Thursday, May 15, 2008

Century Birthday - Joe Grant


Disney artist Joe Grant was born a century ago today in New York City. His parents Eva and George Albert Grant made their home at at 611 W. 136th Street in Manhattan, where George worked as an art director at the New York Journal. Eva was a native New Yorker whose parents immigrated from Russia and George arrived with his parents from Poland (or Russia) at the age of five and settled in Philadelphia.


Joseph Clarence Grant* was born in the spring of 1908 and before he was three years old, the family had relocated to Los Angeles when his father was hired as art director on the Los Angeles Examiner. After a couple years they had returned to New York and soon Joe was joined by a sister, Geraldine.
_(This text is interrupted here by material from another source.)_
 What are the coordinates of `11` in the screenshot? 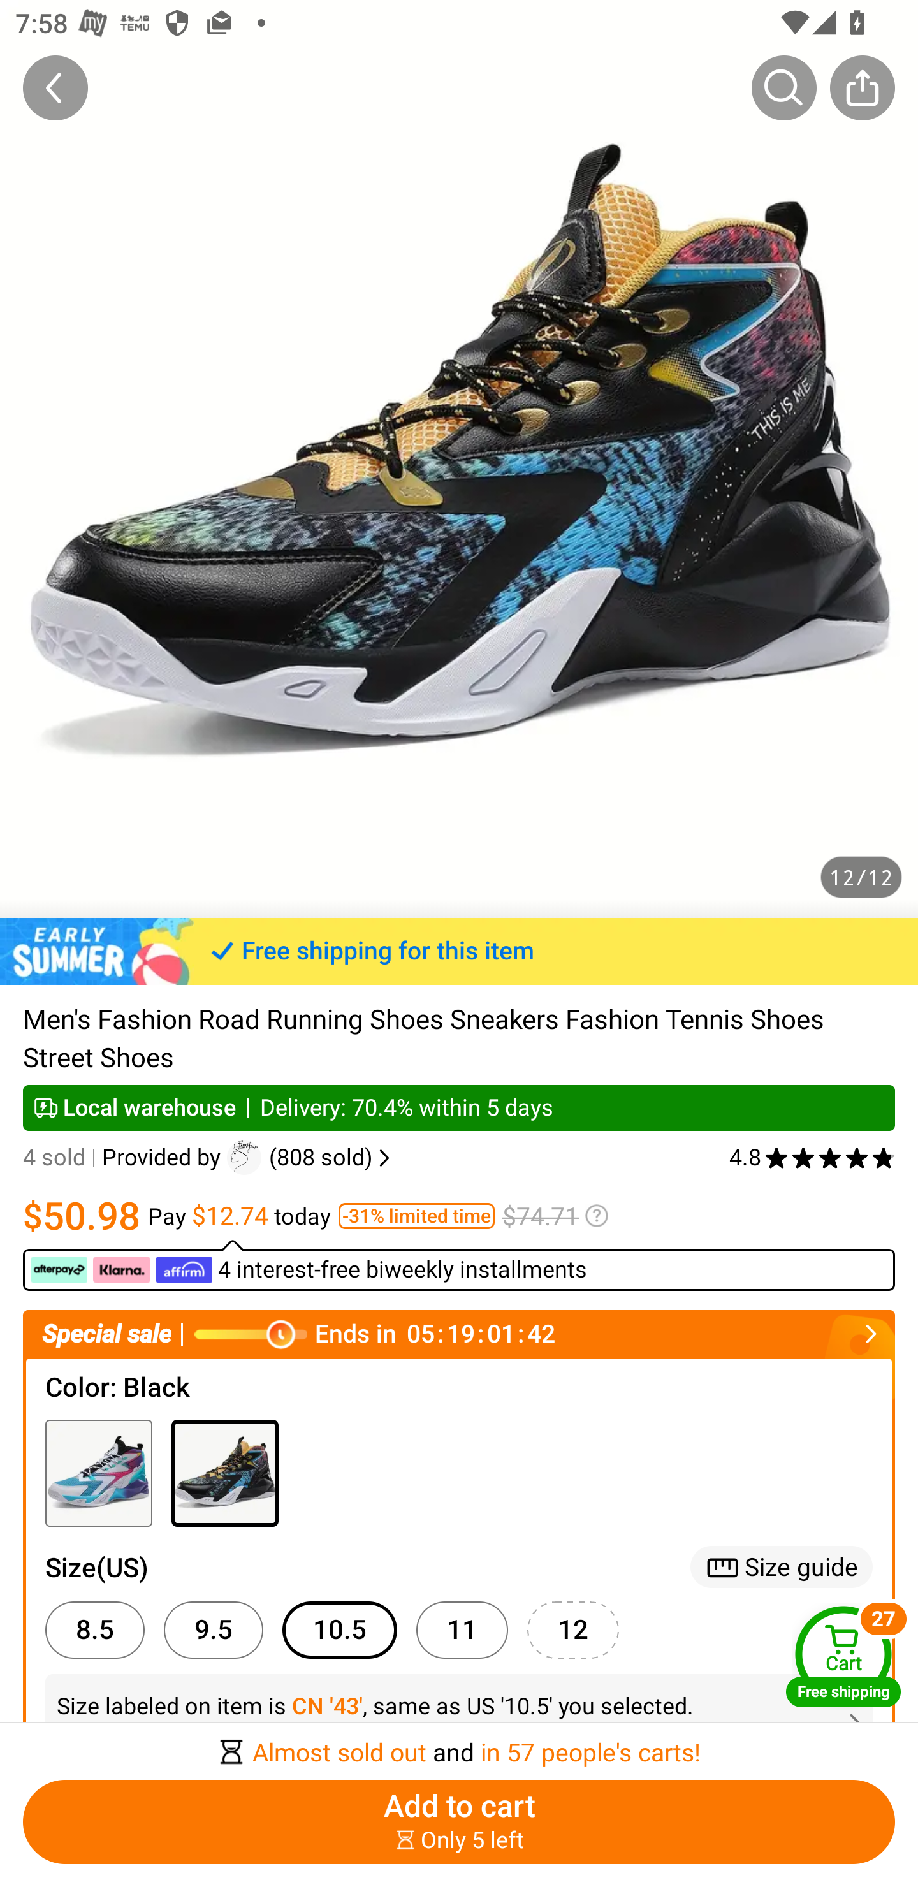 It's located at (462, 1630).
For Eva and the children the bounce from Los Angeles and back to New York would be repeated over the years as George had issues with alcohol and frequently lived apart from his wife and children, even when they were in the same city.

When he was ten, Joe, Geraldine and their mother were back in Los Angeles living with her father, Abe Green. Two years later they had returned to New York, but lived with aunt Sophia, (his mother's sister) at 105 113th Street. His father was a short walk away on 110th Street. By the time he was in high school in 1924 they had returned to Los Angeles where they lived at #28 Avenue 24 in Venice, just a few doors from the beach.

Following high school, Joe would further his art studies at Chouinard near downtown Los Angeles, where a decade later he would return as an instructor. He soon after got a job as an artist for the Los Angeles Record (with a little help from his father) and in a short time he was asked to create caricatures for the paper's Drama section. His illustrations here would eventually catch the eye of Walt Disney. The newspaper clipping at left is an example of Joe's caricature work for the L.A. Record in August, 1932.
(click for a larger view)


In 1929 Joe had married and was living at 1224 S. Norton Avenue. A year later they had moved up the street to 1337½ S. Norton Avenue.

He was hired at the Disney Studio in 1933 based partly on his ability to caricature celebrities -- a talent needed for Mickey's Gala Premiere, a short being made at the time. Pictured here is an early gag drawing he drew later that year for the Silly Symphonies short, Funny Little Bunnies. In time he would come to head the Character Model Department at the studio.

By the mid 1930s Grant had moved to 4930 La Roda Avenue** near Eagle Rock, a much shorter drive to the Hyperion Avenue studio.

By 1938 Jennie and Joe had settled in the Verdugo Woodlands neighborhood above Glendale. The house at 1346 Opechee Way would be home they would share for more than half a century. They would raise their two daughters, Carol and Joann in this house.

Grant's first association with the Disney Studio ended in 1949 when the Character Model Department was broken up. He would return to work at the studio in the late 1980s. In the four decades in between Joe continued his artwork and formed Castle Ltd. (for the creation of greeting cards) and along with his wife, Opechee Designs a ceramics studio. Some of the tiles he created are shown below***.
Sadly, his wife Jennie passed away in June, 1991

Joe passed away on May 6, 2005 in his studio doing what he loved. He was a few days shy of his 97th birthday.


* When I asked Joe what the "C" in his name stood for he laughed and said Clarence, and he added that it was the kind of name that could get you beat up when you're a kid!

** In the 1935 city directory he is listed at 3950 La Roda -- an address that today doesn't exist. The addresses may have been re-numbered that year, in which case it is probably the same house.



*** The artwork for the tiles is owned by the estate of Joe Grant [Jennifer Grant-Castrup]
Tiles shown are from the collection of the author.